Firstly, screenshots of everything that one views are automatically saved and cannot be deleted. Hence, when a device undergoes a routine inspection, a staff member of an appropriate agency can see straight away what website a user has visited.
Secondly, the system checks the cryptographic signature of a file, which cannot be opened unless it is “authenticated” first. Only files generated on a user’s device or those sanctioned by the government can be viewed. Hence, it is problematic to save a file on a USB drive and then open it on a friend’s device so that he or she can access it. Of course, there are ways to bypass such restrictions, but they are not commonly available.
Radios in the DPRK are “fix-tuned to government frequencies” and it is also illegal to listen to foreign “enemy” stations. North Korea is also focusing on replacing traditional TV broadcasts with IPTV (a streaming service). It means that it will be impossible to tune into TV broadcasts from China, for instance, using homemade antennas. In fact, North Koreans can use these antennas not only to view Chinese broadcasts but also Korean ones, which include South Korean TV programs meant for residents of the Korean Autonomous Prefecture.

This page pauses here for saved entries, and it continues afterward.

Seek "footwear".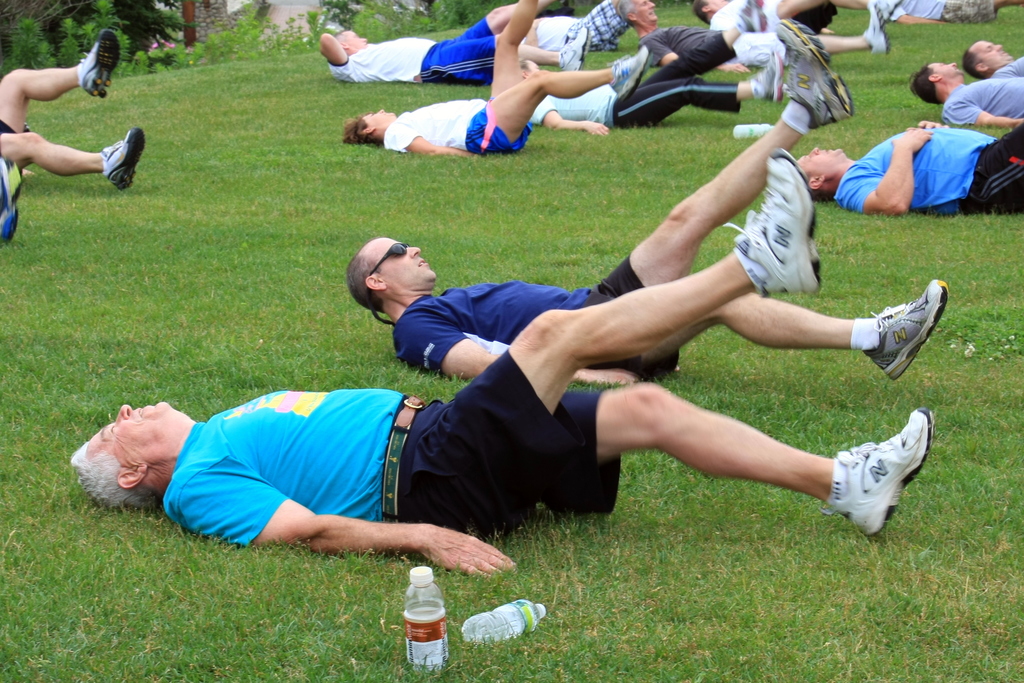
box=[862, 2, 888, 57].
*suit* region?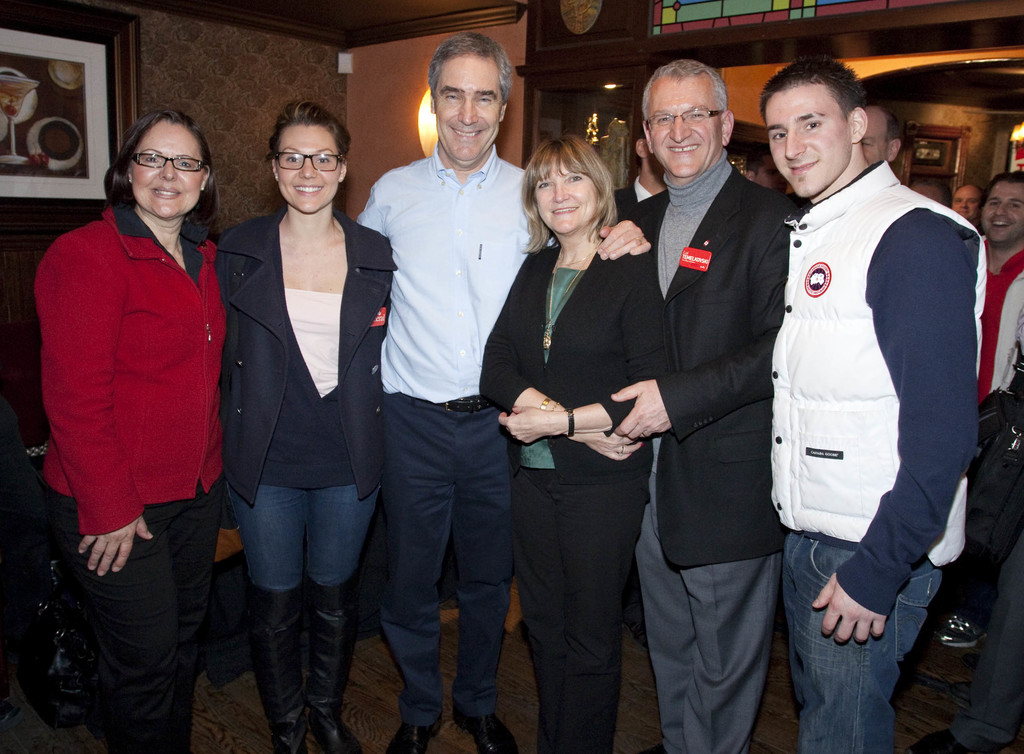
(left=625, top=170, right=792, bottom=566)
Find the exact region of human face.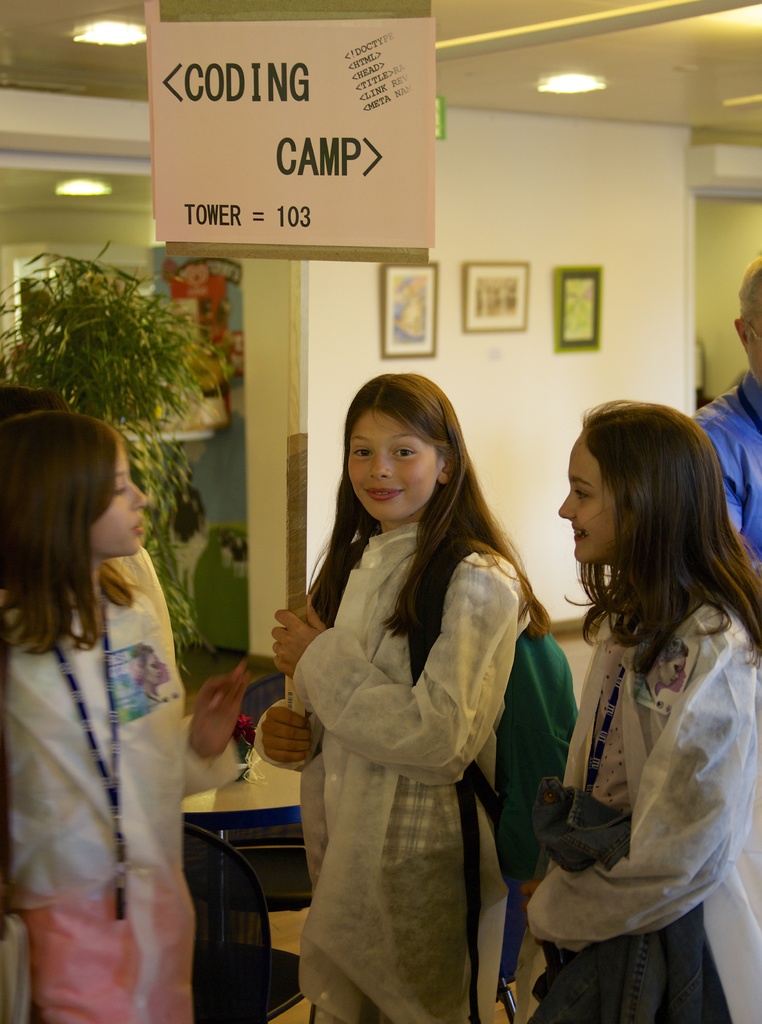
Exact region: x1=87 y1=438 x2=148 y2=557.
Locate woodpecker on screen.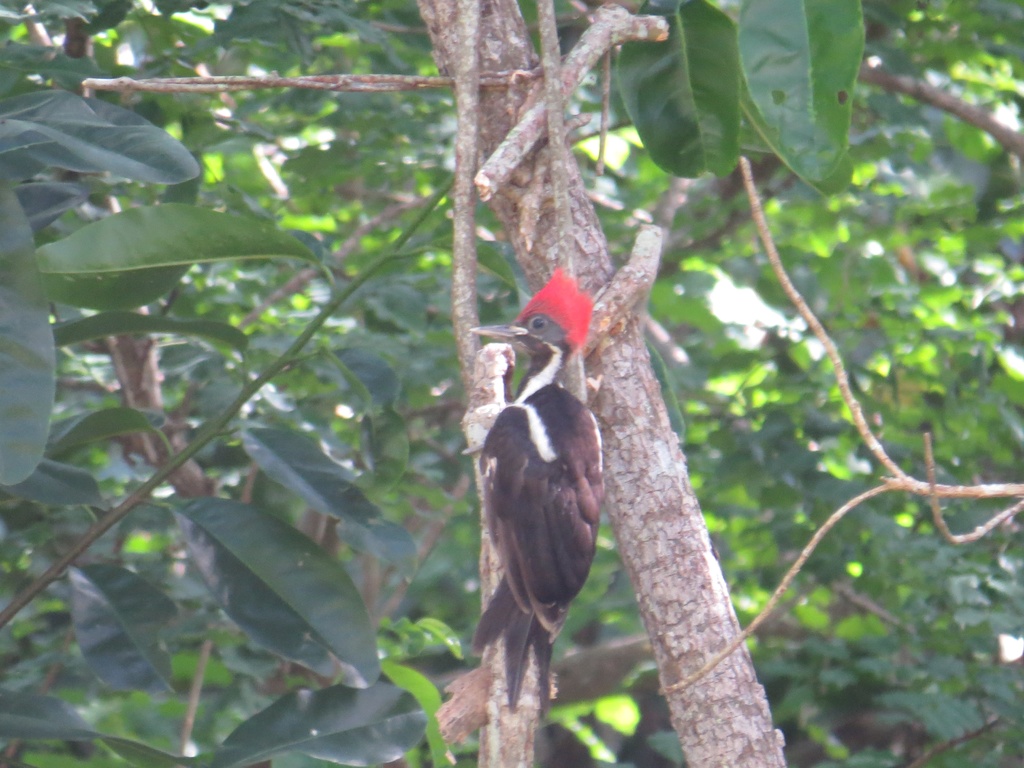
On screen at BBox(463, 274, 616, 718).
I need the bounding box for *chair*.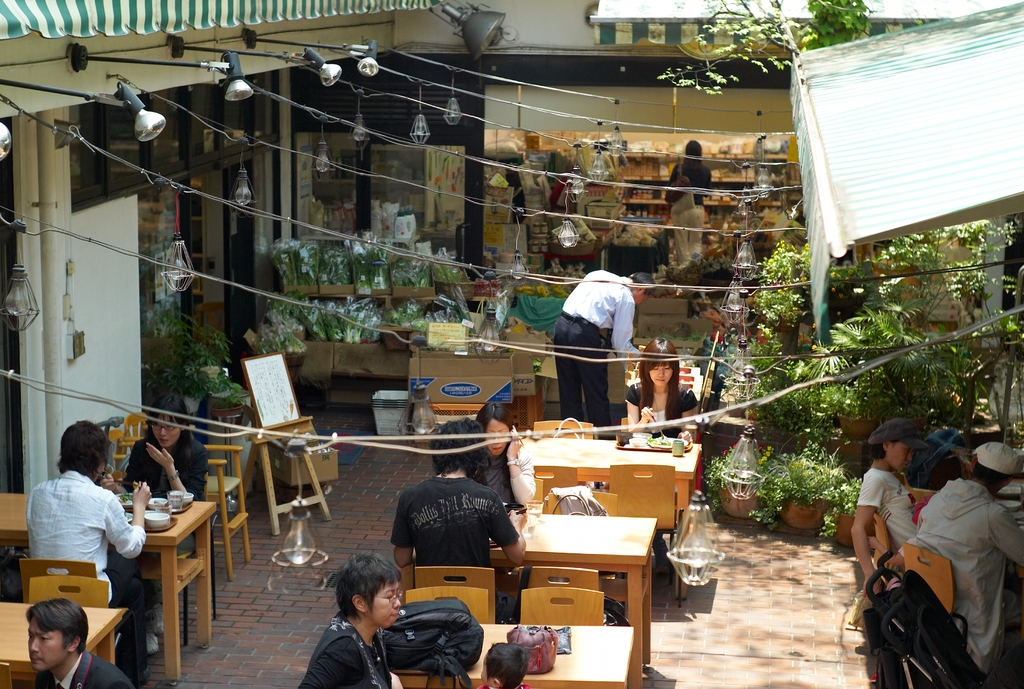
Here it is: left=515, top=561, right=600, bottom=589.
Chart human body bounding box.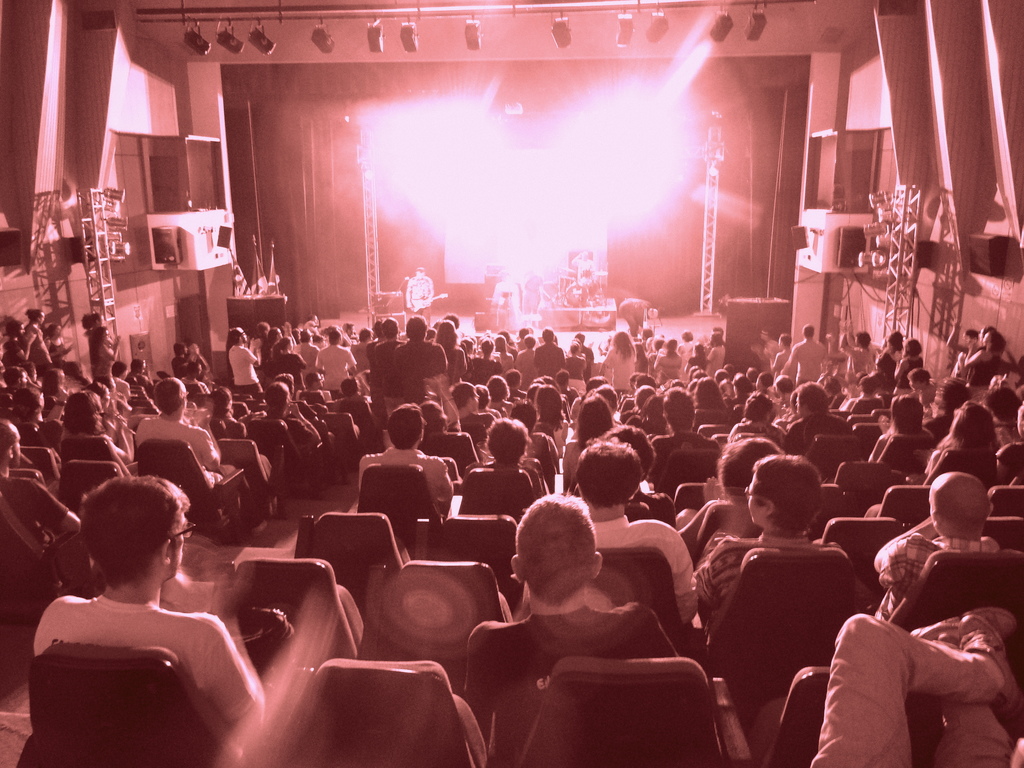
Charted: {"left": 461, "top": 493, "right": 685, "bottom": 766}.
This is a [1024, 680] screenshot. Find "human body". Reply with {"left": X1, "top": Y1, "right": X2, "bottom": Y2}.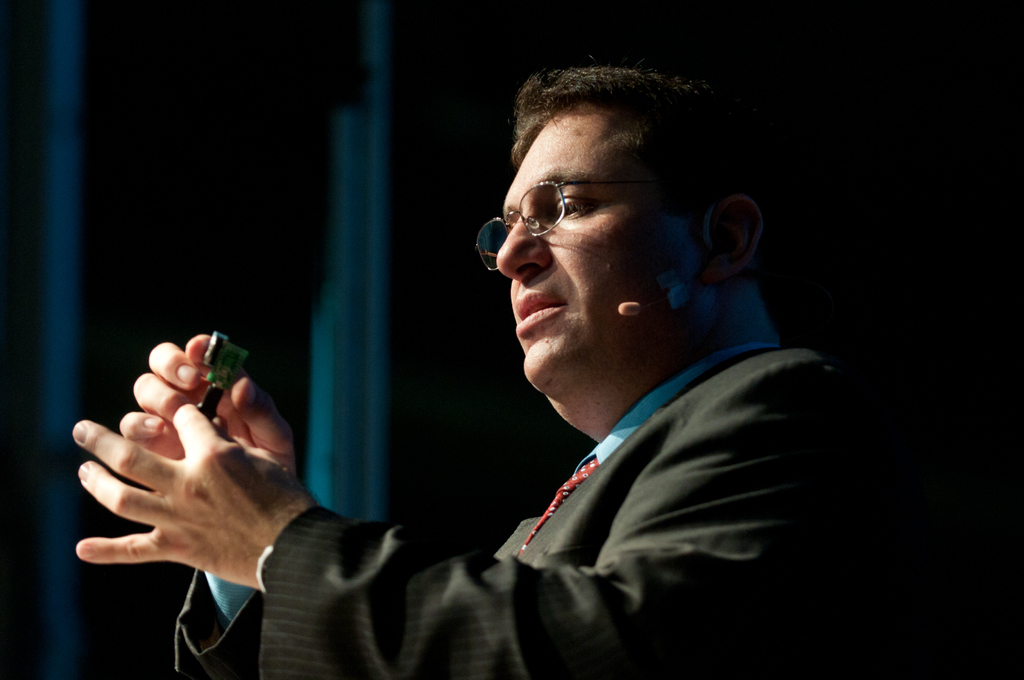
{"left": 68, "top": 52, "right": 863, "bottom": 679}.
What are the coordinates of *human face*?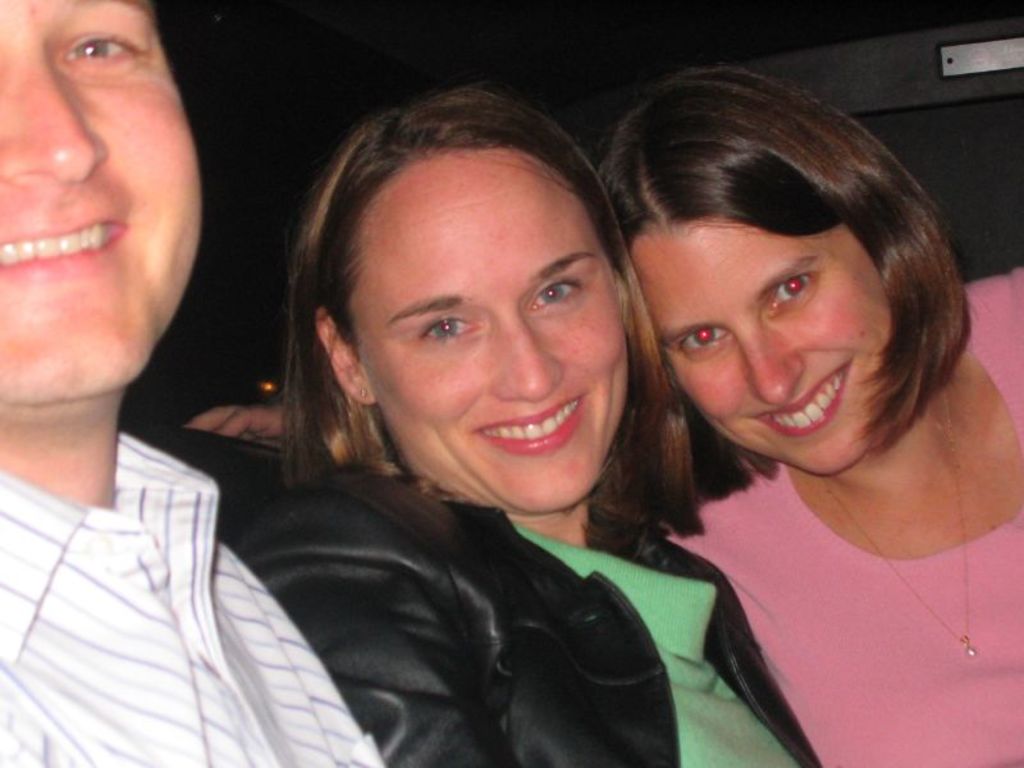
[x1=343, y1=159, x2=636, y2=526].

Still we need to remember Article 184 of the criminal code concerning the possession and dissemination of corrupt and decadent materials. Media content produced in the West and South Korea is deemed illegal and accessing it is punishable by law (imprisonment for up to 1 year, and up to 5 years for reoffending).  Such rules may seem draconian to proponents of freedom but, in accordance with South Korea’s National Security Act, “behaviors or speeches in favor of the North Korean regime” are also punishable by law.
All in all, North Korea’s hi tech sector (of the Fourth Industrial Revolution) is doing fairly well, which is in line with Kim Jong-un’s key economic policies.
Konstantin Asmolov, PhD in History, Leading Research Fellow at the Center for Korean Studies of the Institute of Far Eastern Studies of the Russian Academy of Sciences, exclusively for the online magazine “New Eastern Outlook“.